March 13, 2016

Notes on fascism: The road grows shorter

Sam Smith, 2008 - It is not easy to recognize fascism if you haven't been there before. Our eyesight is blurred by everything from cultural optimism to psychic denial. But news of the NSA's mass spying on American's phone records - in number of victims, at least, perhaps the most broadly illegal and unconstitutional act in our history - makes it all simpler. There is not an ounce of hyperbole in calling the NSA's action those of a fascist regime and not of a democratic state. NSA has not only violated the law, it even refuses to allow the Justice Department to investigate its violation. This is the behavior of a dictatorship, not of a democracy.

Sadly, even more tellingn tha NSA's action - in determining how far down the road to fascism we have traveled, is the response to it by the public, the press and the law. In a real democracy, citizens, media and their attorneys stand up against such abuse; in this case there is a truly frightening ambivalence and apathy.

According to the Washington Post, nearly two thirds of Americans support the NSA in its actions - 44% strongly. This may not be so surprising when one considers how little time and space the media has permitted for arguments that paranoia is a poor way to protect oneself or that a regime that will trash its laws and constitution rather than adopt a more reasonable foreign policy is not to be trusted to be either fair or safe. On a regular basis the press reinforces the idea that "national security" is inherently at odds with democracy and decency, repeatedly nudging the citizen towards the former even if it is, as it so often is, a phantom refuge.

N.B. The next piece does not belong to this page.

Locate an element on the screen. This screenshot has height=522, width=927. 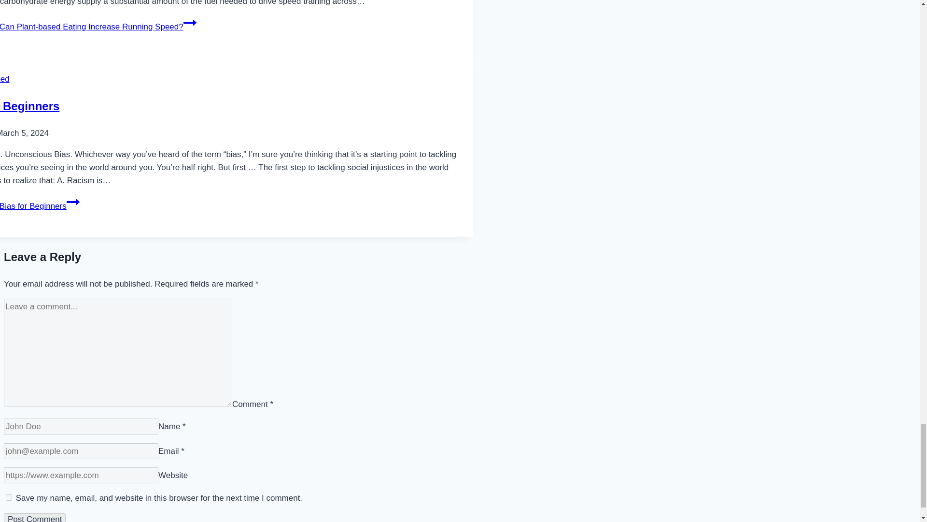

Further, many lawyers - and the commentators who quote them - foster such trends by the mythology that justice is best served by following precedents or case law. This bias is based on the cheerful presumption that progress in the law as elsewhere is inevitable. On a number of occasions, however, I have asked extremely intelligent lawyers what does one do in a society where the legal precedents are becoming worse - as they are in a country dismantling two centuries of ideals? Not one has given a coherent answer. One can not tell how much longer America has before it gives up on democracy completely. What we can say, however, is that the road has just gotten much shorter.

2 comments:

Anonymous said...

well said

flip

Anonymous said...

I guess... if you look at telephone companies / lawyers as being the 'corporate' part of the Corporate/Government entity called Fascism. But just as your other article asks for clarity in defining Nazism and Fascism, so to we must be careful about how we define the Government simply overstepping is bounds by snooping too much. The possible link to Fascism would be appropriate if talking about Congress being 'bought' by Corporate America, and together making laws that then result in 'undemocratic' activity.